SearchDay summarizes Google’s recent update to Froogle. The update is not a total redesign, nor a clear statement by Google that it wants to jump in full throttle, like Yahoo has (Google has yet to take off the “beta” moniker). Shopping engines in the main present something of a challenge for Google – by their nature they invite commercially-driven presentation of results, and Google is best known for its “pure” or “natural” results. As Ninj pointed out to me last week, at Yahoo Shopping they believe that shoppers *expect* to be marketed to while in shopping mode – the metaphor she used was Yellow Pages. Those who paid more, have more credibility and larger ads, and that means something to shoppers. Such an approach is not exactly dead center to Google’s overall brand values, but neither does it directly contradict them. It is worth noting that the company updated Froogle in time for the holiday season and has been promoting it for several days in a row. To wit: the phrase “Shopping? Try Froogle – Google’s product search service” appears on the main page. Google product managers tell me it’s extremely difficult to get a promo for anything onto that home page, as they count every bit on that page, each additional bit slows down performance. Clearly, a decision has been made that this is important to the company, and by extension, to the company’s users.

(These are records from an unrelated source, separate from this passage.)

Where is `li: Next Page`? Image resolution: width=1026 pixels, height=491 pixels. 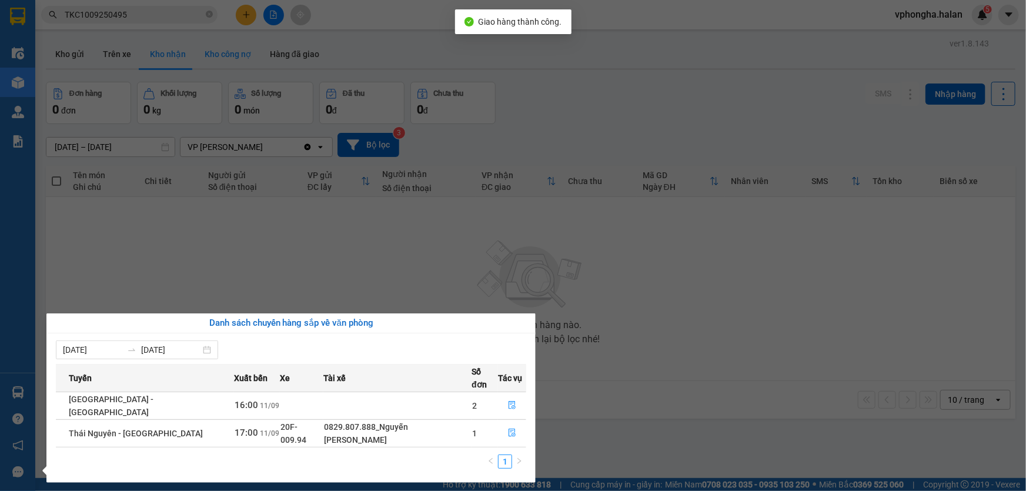
li: Next Page is located at coordinates (519, 462).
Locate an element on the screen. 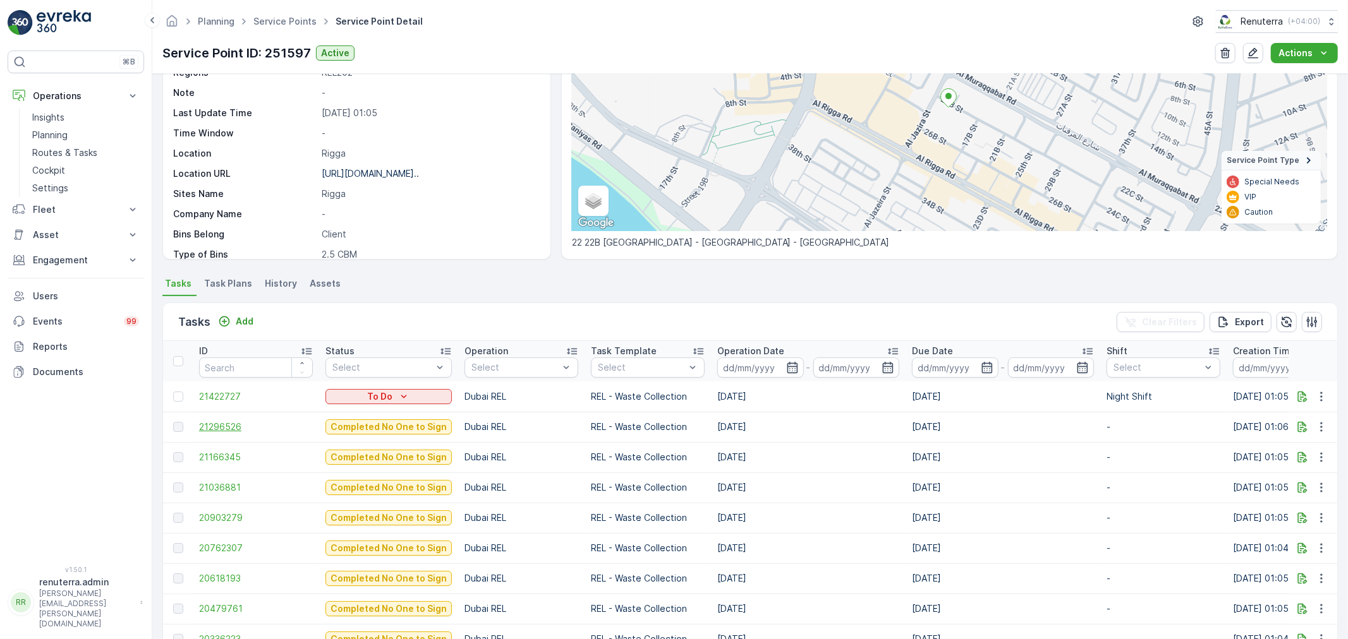  a: Settings is located at coordinates (85, 188).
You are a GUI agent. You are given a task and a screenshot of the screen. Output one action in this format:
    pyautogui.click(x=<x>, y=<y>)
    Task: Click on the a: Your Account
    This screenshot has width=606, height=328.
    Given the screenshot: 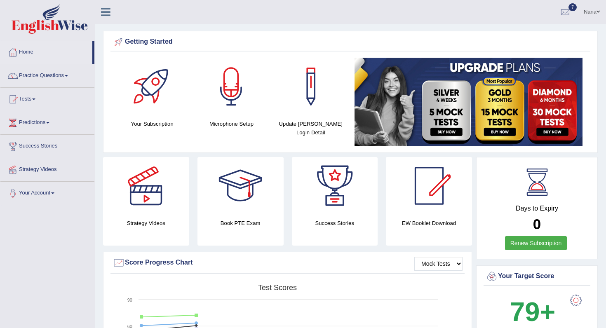 What is the action you would take?
    pyautogui.click(x=47, y=192)
    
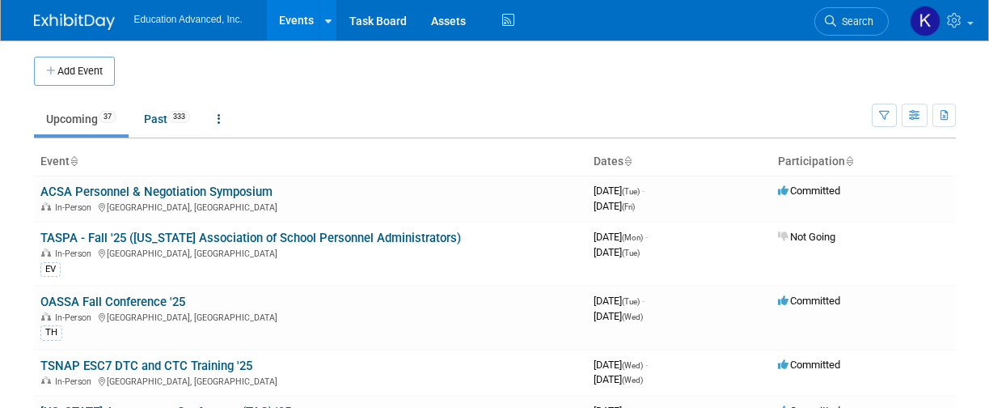 The width and height of the screenshot is (989, 408). Describe the element at coordinates (81, 119) in the screenshot. I see `a: Upcoming37` at that location.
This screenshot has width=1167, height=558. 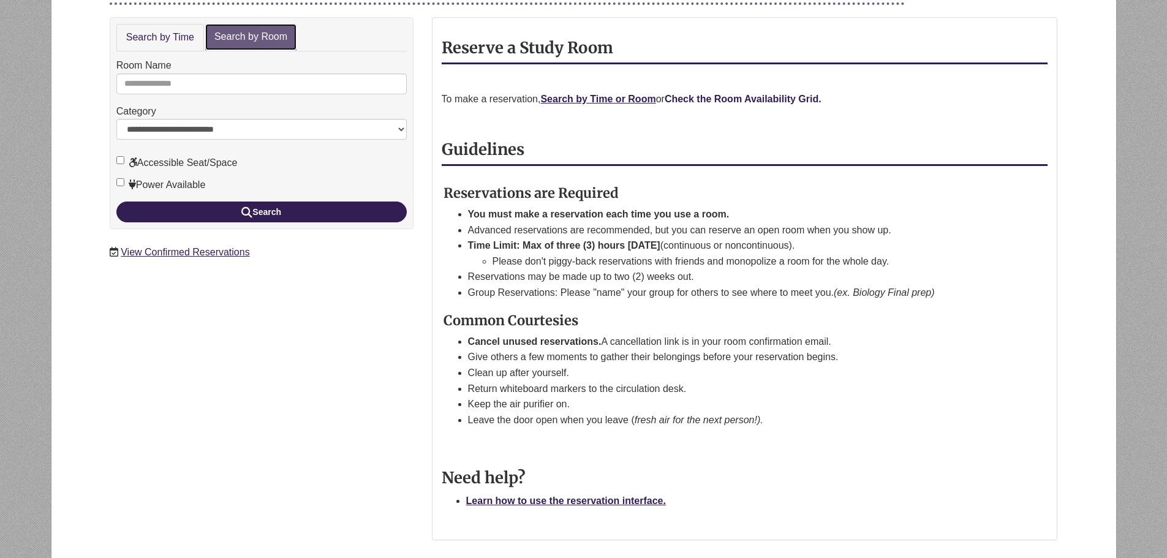 What do you see at coordinates (161, 185) in the screenshot?
I see `label: Power Available` at bounding box center [161, 185].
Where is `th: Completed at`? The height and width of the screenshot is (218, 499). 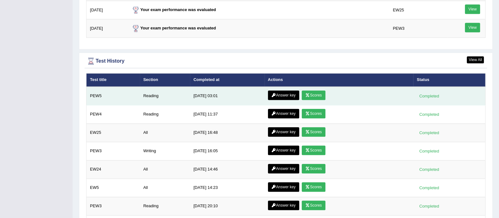 th: Completed at is located at coordinates (227, 80).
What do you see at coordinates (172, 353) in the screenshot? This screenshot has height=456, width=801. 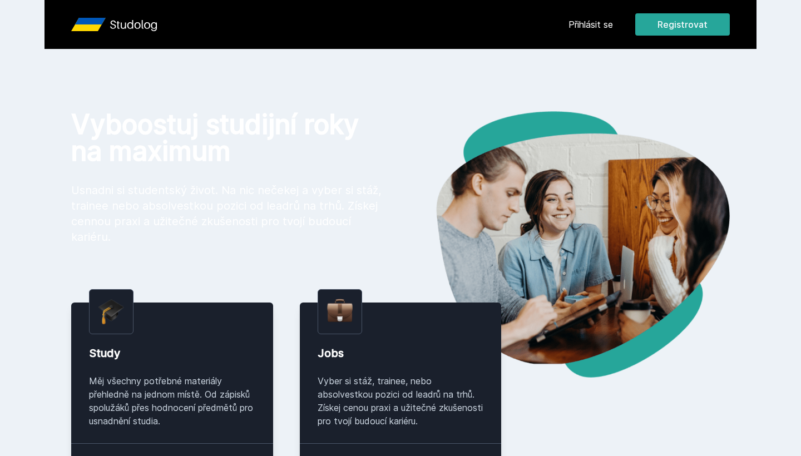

7 Comments on Holiday Shopping: Froogle Update

Remember the Internet Generation?

That's what John Chambers of Cisco dubbed our nation's youth back in the bubble era. Well, now that the internet is cool again, USA Today has come up with another moniker: The Google Generation. The author of this article, a child psychologist, makes a good point: "As members of the…

That’s what John Chambers of Cisco dubbed our nation’s youth back in the bubble era. Well, now that the internet is cool again, USA Today has come up with another moniker: The Google Generation. The author of this article, a child psychologist, makes a good point: “As members of the Google generation, today’s children have facts at their fingertips. They don’t need information fed through toys. They need to play and to become creative problem solvers.” I certainly agree with this. A quote used by the director of my kids’ school (originally from Socrates, I think) goes something like: “A child is a flame to be ignited, not a vessel to be filled.” She suggests holiday toys that do not entertain, but rather that provoke creative play. Her top ten: Play-Doh, building blocks, costume drawers, puppets, red rubber balls, books, crayons, paints, rhythm instruments and dolls.

5 Comments on Remember the Internet Generation?